What he ignores is the effect of the run on the defense. The running game is what keeps the defense honest and in their lanes. Ends can't run off wherever they please if they have to also stay at home and look out for the run. They can't pin their ears back if they have to watch for the draw.
The Tech running game, from what I gather, is 99% audibles. Knowing this, the defense can line up in an unfavorable front for the run, then when the play if confirmed, shift into something else and run some goofy disguised coverage. In 2005, OSU (finished 4-7) did this and beat No. 13 Tech 24-17, shutting them out through 2.5 quarters and holding Tech to 10 offensive points. Cody Hodges, post game:
They disguised a lot of their stuff, played a lot of cover-2, which is something we have not seen a lot of this year. That is just another coverage we have to adjust to and we did not do a very good job of that all day.
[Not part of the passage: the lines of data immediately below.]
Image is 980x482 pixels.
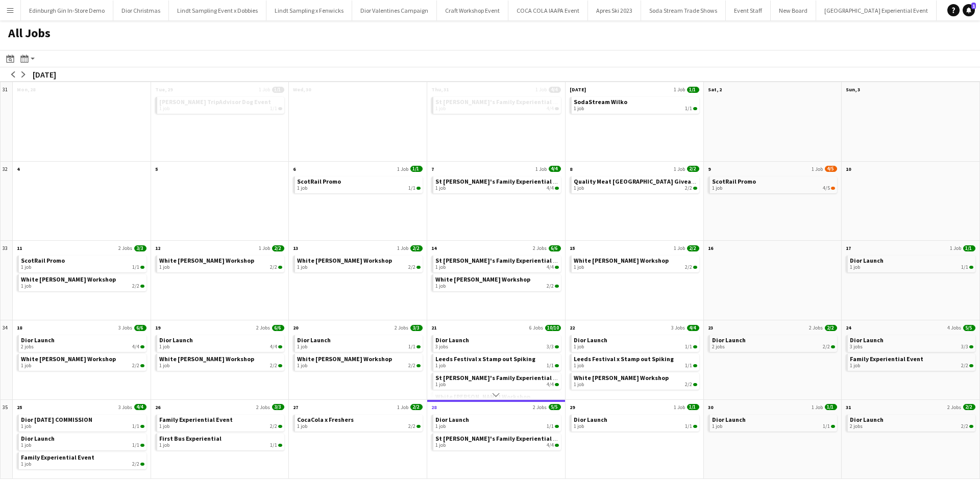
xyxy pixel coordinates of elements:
span: 1 job [21,461,31,467]
span: 1/1 [132,442,139,448]
span: 2/2 [687,166,699,172]
span: 17 [846,244,851,251]
span: St David's Family Experiential Event [435,178,570,185]
span: 3/3 [969,346,973,349]
a: Dior Launch1 job1/1 [712,414,835,429]
span: 6/6 [134,325,146,331]
span: 2 Jobs [256,404,270,410]
a: St [PERSON_NAME]'s Family Experiential Event1 job4/4 [435,433,559,448]
div: 35 [1,400,13,480]
span: 1 job [435,363,445,369]
span: 1 job [159,264,169,270]
span: 1 job [573,363,583,369]
span: 1 job [712,185,722,192]
span: 20 [293,324,298,331]
span: Dior Launch [850,415,884,423]
span: 1/1 [547,363,554,369]
span: 2/2 [961,363,968,369]
span: Quality Meat Scotland Giveaway [573,178,702,185]
span: 1 job [435,264,445,270]
span: 16 [708,244,713,251]
span: 1 job [435,382,445,388]
span: 1/1 [416,187,420,190]
span: 1/1 [963,245,975,251]
span: Dior Launch [435,336,469,344]
a: Family Experiential Event1 job2/2 [850,354,973,369]
span: 1 job [712,423,722,429]
span: 1 job [573,382,583,388]
span: 2 Jobs [533,404,547,410]
span: 2/2 [132,283,139,289]
span: ScotRail Promo [297,178,341,185]
span: 29 [570,404,574,410]
span: 2/2 [969,365,973,368]
span: 1/1 [416,346,420,349]
span: 3 jobs [435,344,448,350]
span: [DATE] [570,86,585,92]
a: Dior Launch2 jobs2/2 [850,414,973,429]
a: [PERSON_NAME] TripAdvisor Dog Event1 job1/1 [159,97,282,111]
span: 1 job [435,185,445,192]
a: Dior Launch3 jobs3/3 [850,335,973,350]
span: 3 jobs [850,344,863,350]
span: 13 [293,244,298,251]
span: 2/2 [693,384,697,387]
span: Thu, 31 [431,86,448,92]
button: Edinburgh Gin In-Store Demo [21,1,113,21]
span: Dior Launch [850,336,884,344]
span: 2/2 [270,423,277,429]
a: White [PERSON_NAME] Workshop1 job2/2 [435,274,559,289]
span: 1 job [159,344,169,350]
span: 4/5 [825,166,837,172]
span: ScotRail Promo [712,178,755,185]
a: Dior Launch1 job1/1 [573,335,697,350]
a: Dior Launch3 jobs3/3 [435,335,559,350]
span: SodaStream Wilko [573,98,627,105]
span: 2/2 [410,245,422,251]
button: Soda Stream Trade Shows [641,1,726,21]
span: 7 [431,166,433,173]
button: Dior Valentines Campaign [352,1,436,21]
div: 34 [1,320,13,400]
span: 1/1 [969,265,973,269]
div: 32 [1,162,13,241]
span: 1 job [850,264,860,270]
a: St [PERSON_NAME]'s Family Experiential Event1 job4/4 [435,177,559,192]
span: White Rose Craft Workshop [297,355,392,363]
span: 2 Jobs [533,244,547,251]
span: 1/1 [408,185,415,192]
span: 1/1 [961,264,968,270]
span: 1 Job [535,166,547,173]
span: 4/4 [547,105,554,111]
span: 2/2 [408,264,415,270]
span: 2/2 [140,365,144,368]
span: 2/2 [685,185,692,192]
span: 4/4 [555,384,559,387]
span: 4/4 [134,404,146,410]
span: Leeds Festival x Stamp out Spiking [435,355,535,363]
span: 15 [570,244,574,251]
span: 1/1 [687,404,699,410]
span: ScotRail Promo [21,256,65,264]
span: 2/2 [831,346,835,349]
span: 1/1 [270,442,277,448]
span: 30 [708,404,713,410]
span: 3 Jobs [118,324,132,331]
span: 2/2 [693,265,697,269]
span: 2/2 [278,265,282,269]
span: 1 job [435,105,445,111]
span: Dior Launch [159,336,193,344]
span: 4/4 [270,344,277,350]
span: 1 job [573,344,583,350]
span: White Rose Craft Workshop [573,256,668,264]
span: 2 jobs [850,423,863,429]
span: Sun, 3 [846,86,860,92]
span: White Rose Craft Workshop [297,256,392,264]
span: White Rose Craft Workshop [159,355,254,363]
span: 26 [155,404,160,410]
span: White Rose Craft Workshop [159,256,254,264]
span: 1 Job [397,244,408,251]
span: 3/3 [961,344,968,350]
span: 1/1 [693,365,697,368]
span: 2/2 [961,423,968,429]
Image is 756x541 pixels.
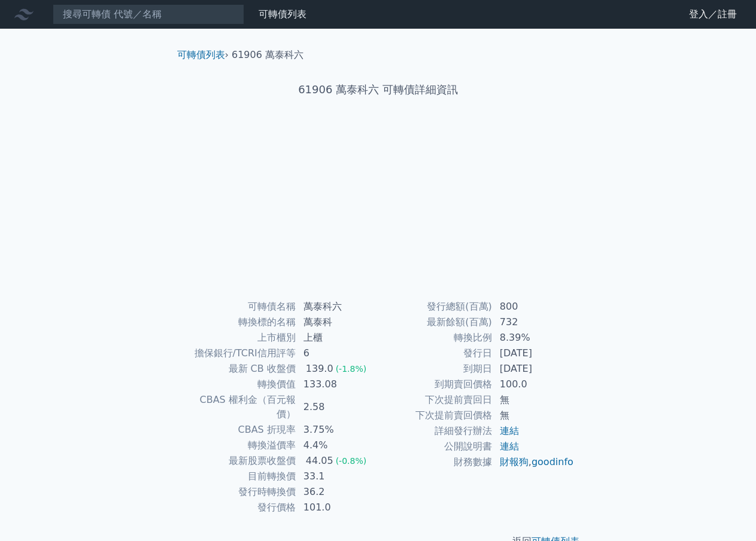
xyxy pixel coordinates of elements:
td: CBAS 折現率 [182,422,296,438]
td: 33.1 [296,469,378,484]
td: 下次提前賣回日 [378,393,493,408]
td: 133.08 [296,377,378,393]
td: 發行時轉換價 [182,484,296,500]
li: 61906 萬泰科六 [231,48,304,62]
td: 最新股票收盤價 [182,453,296,469]
td: 詳細發行辦法 [378,423,493,439]
td: 公開說明書 [378,439,493,455]
span: (-1.8%) [336,364,367,373]
td: 36.2 [296,484,378,500]
td: 下次提前賣回價格 [378,408,493,423]
td: 擔保銀行/TCRI信用評等 [182,346,296,361]
td: CBAS 權利金（百元報價） [182,393,296,422]
a: 連結 [500,425,519,436]
td: 4.4% [296,438,378,453]
td: 到期日 [378,361,493,377]
a: 可轉債列表 [258,8,307,20]
td: 無 [493,408,574,423]
a: 可轉債列表 [177,49,225,61]
li: › [177,48,228,62]
td: 轉換價值 [182,377,296,393]
td: 上市櫃別 [182,330,296,346]
input: 搜尋可轉債 代號／名稱 [52,4,245,25]
td: 萬泰科六 [296,299,378,314]
h1: 61906 萬泰科六 可轉債詳細資訊 [168,81,589,98]
td: 最新 CB 收盤價 [182,361,296,377]
td: 轉換標的名稱 [182,314,296,330]
td: 發行價格 [182,500,296,516]
td: 100.0 [493,377,574,393]
td: 財務數據 [378,455,493,470]
td: 2.58 [296,393,378,422]
td: 到期賣回價格 [378,377,493,393]
td: 目前轉換價 [182,469,296,484]
td: 無 [493,393,574,408]
span: (-0.8%) [336,456,367,466]
td: 發行總額(百萬) [378,299,493,314]
a: 財報狗 [500,456,528,468]
td: 萬泰科 [296,314,378,330]
td: 轉換比例 [378,330,493,346]
a: goodinfo [531,456,574,468]
td: 6 [296,346,378,361]
td: , [493,455,574,470]
td: 800 [493,299,574,314]
td: 8.39% [493,330,574,346]
div: 139.0 [304,362,336,377]
td: 最新餘額(百萬) [378,314,493,330]
td: [DATE] [493,361,574,377]
td: 轉換溢價率 [182,438,296,453]
td: 發行日 [378,346,493,361]
td: 101.0 [296,500,378,516]
a: 登入／註冊 [679,5,747,24]
a: 連結 [500,441,519,452]
td: 732 [493,314,574,330]
td: 3.75% [296,422,378,438]
div: 44.05 [304,454,336,468]
td: 可轉債名稱 [182,299,296,314]
td: 上櫃 [296,330,378,346]
td: [DATE] [493,346,574,361]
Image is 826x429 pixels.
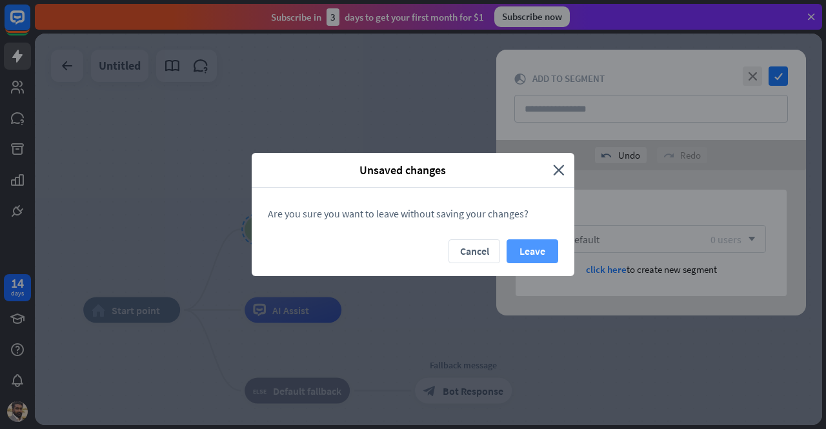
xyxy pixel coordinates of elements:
button: Cancel [448,239,500,263]
i: close [553,163,564,177]
span: Unsaved changes [261,163,543,177]
button: Open LiveChat chat widget [10,5,49,44]
span: Are you sure you want to leave without saving your changes? [268,207,528,220]
button: Leave [506,239,558,263]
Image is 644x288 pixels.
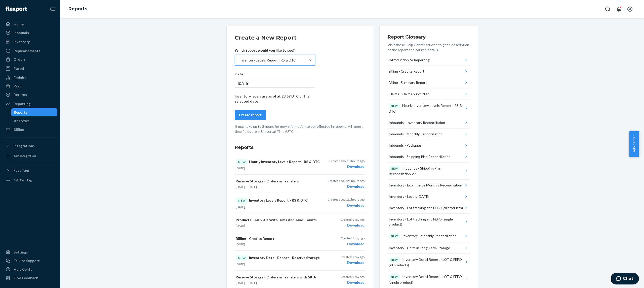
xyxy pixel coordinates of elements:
[341,236,365,240] p: Created 1 day ago
[389,194,429,199] div: Inventory - Levels [DATE]
[329,159,365,163] p: Created about 3 hours ago
[12,109,58,117] a: Reports
[235,93,316,104] p: Inventory levels are as of at 23:59 UTC of the selected date
[14,66,24,71] div: Parcel
[14,75,26,80] div: Freight
[341,218,365,222] p: Created 1 day ago
[235,175,366,193] button: Reserve Storage - Orders & Transfers[DATE]—[DATE]Created about 21 hours agoDownload
[236,224,245,227] time: [DATE]
[341,260,365,265] div: Download
[5,7,27,12] img: Flexport logo
[47,4,57,14] button: Close Navigation
[14,84,21,89] div: Prep
[247,185,257,189] time: [DATE]
[236,185,321,189] p: —
[341,255,365,259] p: Created 1 day ago
[3,74,57,82] a: Freight
[388,162,470,180] button: NEWInbounds - Shipping Plan Reconciliation V2
[388,89,470,100] button: Claims - Claims Submitted
[388,33,470,40] h3: Report Glossary
[236,185,245,189] time: [DATE]
[341,222,365,228] div: Download
[236,280,321,285] p: —
[625,4,635,14] button: Open account menu
[3,65,57,72] a: Parcel
[14,30,29,35] div: Inbounds
[328,179,365,183] p: Created about 21 hours ago
[236,262,245,266] time: [DATE]
[235,193,366,213] button: NEWInventory Levels Report - RS & DTC[DATE]Created about 21 hours agoDownload
[3,274,57,282] button: Give Feedback
[235,144,366,151] h3: Reports
[236,236,321,241] p: Billing - Credits Report
[235,110,266,120] button: Create report
[388,55,470,66] button: Introduction to Reporting
[235,48,316,53] p: Which report would you like to see?
[235,155,366,175] button: NEWHourly Inventory Levels Report - RS & DTC[DATE]Created about 3 hours agoDownload
[14,101,31,106] div: Reporting
[630,131,639,157] span: Help Center
[389,120,445,126] div: Inbounds - Inventory Reconciliation
[391,275,398,279] p: NEW
[236,197,248,203] div: NEW
[14,119,29,124] div: Analytics
[3,248,57,257] a: Settings
[235,72,316,76] p: Date
[388,117,470,128] button: Inbounds - Inventory Reconciliation
[388,214,470,230] button: Inventory - Lot tracking and FEFO (single product)
[389,57,430,63] div: Introduction to Reporting
[236,242,245,246] time: [DATE]
[14,110,27,115] div: Reports
[389,217,464,227] div: Inventory - Lot tracking and FEFO (single product)
[388,77,470,89] button: Billing - Summary Report
[389,69,425,74] div: Billing - Credits Report
[3,265,57,274] a: Help Center
[236,159,321,165] p: Hourly Inventory Levels Report - RS & DTC
[389,246,450,250] div: Inventory - Units in Long Term Storage
[341,242,365,246] div: Download
[3,257,57,265] button: Talk to Support
[235,250,366,271] button: NEWInventory Detail Report - Reserve Storage[DATE]Created 1 day agoDownload
[391,167,398,171] p: NEW
[388,66,470,77] button: Billing - Credits Report
[14,127,24,132] div: Billing
[389,274,465,285] div: Inventory Detail Report - LOT & FEFO (single product)
[240,58,296,63] div: Inventory Levels Report - RS & DTC
[389,183,462,188] div: Inventory - Ecommerce Monthly Reconciliation
[235,78,316,88] div: [DATE]
[235,124,366,134] p: It may take up to 2 hours for new information to be reflected in reports. All report time fields ...
[236,197,321,203] p: Inventory Levels Report - RS & DTC
[389,154,450,159] div: Inbounds - Shipping Plan Reconciliation
[14,168,30,173] div: Fast Tags
[12,117,58,125] a: Analytics
[389,80,427,85] div: Billing - Summary Report
[389,166,464,177] div: Inbounds - Shipping Plan Reconciliation V2
[14,57,26,62] div: Orders
[236,255,248,261] div: NEW
[388,179,470,191] button: Inventory - Ecommerce Monthly Reconciliation
[236,274,321,280] p: Reserve Storage - Orders & Transfers with SKUs
[388,42,470,53] p: Visit these Help Center articles to get a description of the report and column details.
[68,6,87,12] a: Reports
[611,273,639,285] iframe: Opens a widget where you can chat to one of our agents
[236,281,245,285] time: [DATE]
[388,100,470,117] button: NEWHourly Inventory Levels Report - RS & DTC
[236,167,245,170] time: [DATE]
[388,152,470,162] button: Inbounds - Shipping Plan Reconciliation
[247,281,257,285] time: [DATE]
[388,230,470,242] button: NEWInventory - Monthly Reconciliation
[388,128,470,140] button: Inbounds - Monthly Reconciliation
[603,4,613,14] button: Open Search Box
[14,258,40,263] div: Talk to Support
[236,218,321,222] p: Products - All SKUs With Dims And Alias Counts
[3,47,57,55] a: Replenishments
[341,280,365,285] div: Download
[3,126,57,134] a: Billing
[328,197,365,201] p: Created about 21 hours ago
[14,22,24,27] div: Home
[3,167,57,175] button: Fast Tags
[235,33,366,42] h2: Create a New Report
[14,48,40,53] div: Replenishments
[65,2,91,16] ol: breadcrumbs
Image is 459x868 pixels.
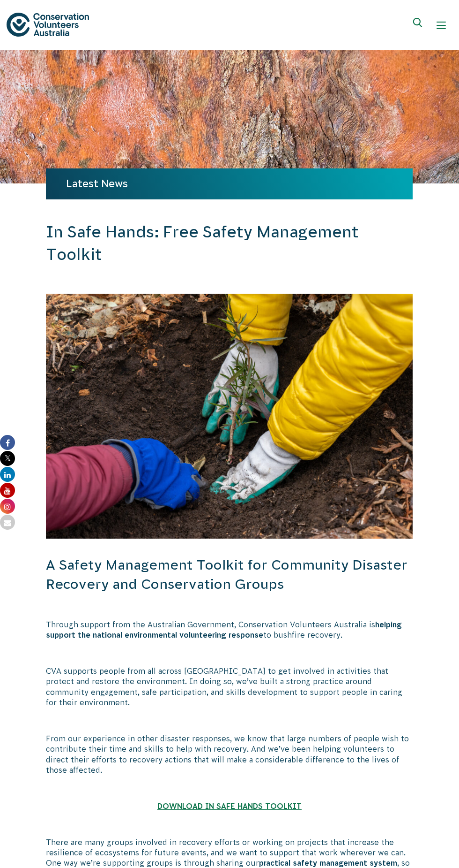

Asked after the game what he'd have done when faced with that defensive strategy, Mike Gundy replied "I guess I'd just run the ball."
That was 3 years ago so the quote may not be award winningly accurate, and the Stillwater media hasn't quite figured out how to archive it's sports news, apparently. Still the point remains.
Offenses work like a scale. The more areas you attack at once, and the more options you give your QB, the higher the difficult gets for him. Tech has tipped the scale so far that you don't have to focus on anything else but the QB. Don't worry about covering 5 guys at once, worry about biting off the head of the snake.
In 2000, after Leach bolted OU for Tech, Mark Mangino took over the OU offense and immediately upgraded it to MNC level. All he did was up the usage of the draw and shovel pass type plays and forced the front 7 to respect the RB, and Josh Heupel exploded for what should have been a Heisman Trophy winning season. He was good already, but under Mangino, other players were available to help him, and both Heupel and the OL played at a very high level.
Until Leach recognizes that his system has a fatal flaw, Tech has hit its ceiling.